“I guess I’ve told about all I’m going to tell about them,” said Philo thoughtfully. “I don’t want to be disobliging, Mister Smith, but I look on them bottles of beer as a clue, and that beer-opener as a clue, and they’re about the only clue I’ve got. I got to save up my clues.”
“Are they in this house?” asked Mr. Smith sharply.
“If they ain’t, they’re somewheres else,” said Philo.
“Mr. Gubb,” said Mr. Smith impressively “there are large interests at stake in this case. Larger interests than you imagine. We are all interested at this moment in clearing your client of the suspicion—which I hope is an unjust suspicion—now resting over and upon him. I need not say what the interests are, but they are very powerful. I feel confident that those interests could succeed in clearing Snooks Turner.”
“Well, I guess, if I was left alone long enough to get down from this ladder, I could clear him myself. I didn’t study in the Rising Sun Deteckative Agency’s Correspondence School of Deteckating for nothing,” said Philo Gubb. “Snooks hired me—”

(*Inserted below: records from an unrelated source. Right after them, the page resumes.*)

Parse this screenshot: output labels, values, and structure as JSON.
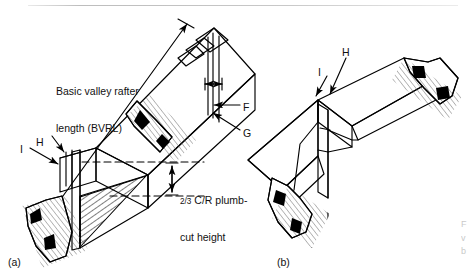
{
  "figure": {
    "type": "technical-line-drawing",
    "background_color": "#ffffff",
    "ink_color": "#000000",
    "panels": [
      {
        "id": "a",
        "caption": "(a)",
        "callouts": [
          {
            "key": "F",
            "label": "F",
            "arrow": "horizontal-left"
          },
          {
            "key": "G",
            "label": "G",
            "arrow": "diagonal-up-left"
          },
          {
            "key": "H",
            "label": "H",
            "arrow": "diagonal-down-right"
          },
          {
            "key": "I",
            "label": "I",
            "arrow": "diagonal-down-right"
          }
        ],
        "dimension_labels": [
          {
            "key": "bvrl",
            "line1": "Basic valley rafter",
            "line2": "length (BVRL)"
          },
          {
            "key": "plumb",
            "numerator": "2",
            "denominator": "3",
            "line1_tail": " C/R plumb-",
            "line2": "cut height"
          }
        ]
      },
      {
        "id": "b",
        "caption": "(b)",
        "callouts": [
          {
            "key": "H",
            "label": "H",
            "arrow": "diagonal-down-left"
          },
          {
            "key": "I",
            "label": "I",
            "arrow": "diagonal-down-right"
          }
        ]
      }
    ],
    "rule": {
      "present": true,
      "color": "#c8c8c8"
    }
  },
  "labels": {
    "bvrl_line1": "Basic valley rafter",
    "bvrl_line2": "length (BVRL)",
    "plumb_num": "2",
    "plumb_den": "3",
    "plumb_rest": " C/R plumb-",
    "plumb_line2": "cut height",
    "F": "F",
    "G": "G",
    "H": "H",
    "I": "I",
    "caption_a": "(a)",
    "caption_b": "(b)"
  }
}
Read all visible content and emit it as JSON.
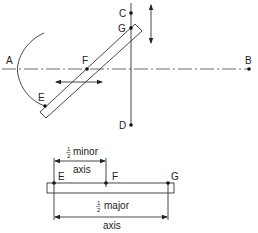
{
  "figure": {
    "type": "ellipse trammel construction",
    "top_view": {
      "points": {
        "A": "A",
        "B": "B",
        "C": "C",
        "D": "D",
        "E": "E",
        "F": "F",
        "G": "G"
      }
    },
    "bottom_view": {
      "points": {
        "E": "E",
        "F": "F",
        "G": "G"
      },
      "minor_dimension": {
        "fraction": "1/2",
        "fraction_num": "1",
        "fraction_den": "2",
        "line1": "minor",
        "line2": "axis"
      },
      "major_dimension": {
        "fraction": "1/2",
        "fraction_num": "1",
        "fraction_den": "2",
        "line1": "major",
        "line2": "axis"
      }
    }
  }
}
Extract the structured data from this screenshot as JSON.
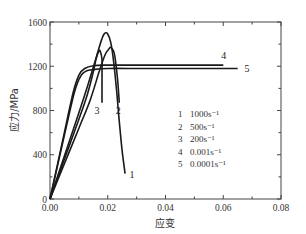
{
  "chart_data": {
    "type": "line",
    "title": "",
    "xlabel": "应变",
    "ylabel": "应力/MPa",
    "xlim": [
      0.0,
      0.08
    ],
    "ylim": [
      0,
      1600
    ],
    "xticks": [
      0.0,
      0.02,
      0.04,
      0.06,
      0.08
    ],
    "xtick_labels": [
      "0.00",
      "0.02",
      "0.04",
      "0.06",
      "0.08"
    ],
    "yticks": [
      0,
      400,
      800,
      1200,
      1600
    ],
    "ytick_labels": [
      "0",
      "400",
      "800",
      "1200",
      "1600"
    ],
    "grid": false,
    "legend_position": "inside-right",
    "legend": [
      {
        "id": "1",
        "rate": "1000s⁻¹"
      },
      {
        "id": "2",
        "rate": "500s⁻¹"
      },
      {
        "id": "3",
        "rate": "200s⁻¹"
      },
      {
        "id": "4",
        "rate": "0.001s⁻¹"
      },
      {
        "id": "5",
        "rate": "0.0001s⁻¹"
      }
    ],
    "series": [
      {
        "name": "1",
        "label": "1000s⁻¹",
        "x": [
          0.0,
          0.005,
          0.01,
          0.013,
          0.016,
          0.018,
          0.019,
          0.02,
          0.021,
          0.022,
          0.023,
          0.024,
          0.025,
          0.026
        ],
        "y": [
          0,
          390,
          780,
          1020,
          1280,
          1450,
          1500,
          1490,
          1420,
          1250,
          1000,
          700,
          430,
          230
        ]
      },
      {
        "name": "2",
        "label": "500s⁻¹",
        "x": [
          0.0,
          0.005,
          0.01,
          0.014,
          0.017,
          0.019,
          0.0205,
          0.021,
          0.022,
          0.0225,
          0.023,
          0.0235,
          0.024
        ],
        "y": [
          0,
          320,
          640,
          900,
          1150,
          1300,
          1360,
          1370,
          1340,
          1280,
          1180,
          1050,
          870
        ]
      },
      {
        "name": "3",
        "label": "200s⁻¹",
        "x": [
          0.0,
          0.005,
          0.01,
          0.013,
          0.015,
          0.016,
          0.017,
          0.0175,
          0.018,
          0.018,
          0.018
        ],
        "y": [
          0,
          360,
          720,
          950,
          1150,
          1270,
          1340,
          1330,
          1260,
          1100,
          870
        ]
      },
      {
        "name": "4",
        "label": "0.001s⁻¹",
        "x": [
          0.0,
          0.004,
          0.008,
          0.01,
          0.012,
          0.015,
          0.02,
          0.03,
          0.04,
          0.05,
          0.06
        ],
        "y": [
          0,
          480,
          960,
          1120,
          1180,
          1205,
          1210,
          1210,
          1210,
          1210,
          1210
        ]
      },
      {
        "name": "5",
        "label": "0.0001s⁻¹",
        "x": [
          0.0,
          0.004,
          0.008,
          0.01,
          0.012,
          0.015,
          0.02,
          0.03,
          0.04,
          0.05,
          0.06,
          0.065
        ],
        "y": [
          0,
          460,
          920,
          1080,
          1150,
          1170,
          1180,
          1180,
          1180,
          1180,
          1180,
          1180
        ]
      }
    ],
    "curve_labels": [
      {
        "text": "1",
        "x": 0.0265,
        "y": 230
      },
      {
        "text": "2",
        "x": 0.0235,
        "y": 870
      },
      {
        "text": "3",
        "x": 0.0175,
        "y": 870
      },
      {
        "text": "4",
        "x": 0.06,
        "y": 1240
      },
      {
        "text": "5",
        "x": 0.066,
        "y": 1180
      }
    ]
  }
}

“And he did well!” said Attorney Smith heartily. “I praise his acumen. I wonder if I might be permitted, on behalf of the powerful interests I represent, to contribute to the expense of the work you will do?”
“I guess you might,” said Philo Gubb. “Deteckating runs into money.”
“The interests I represent,” said Mr. Smith, taking out his wallet, “will contribute ten dollars.”
And they did. They put a crisp ten-dollar bill in Philo Gubb’s hands.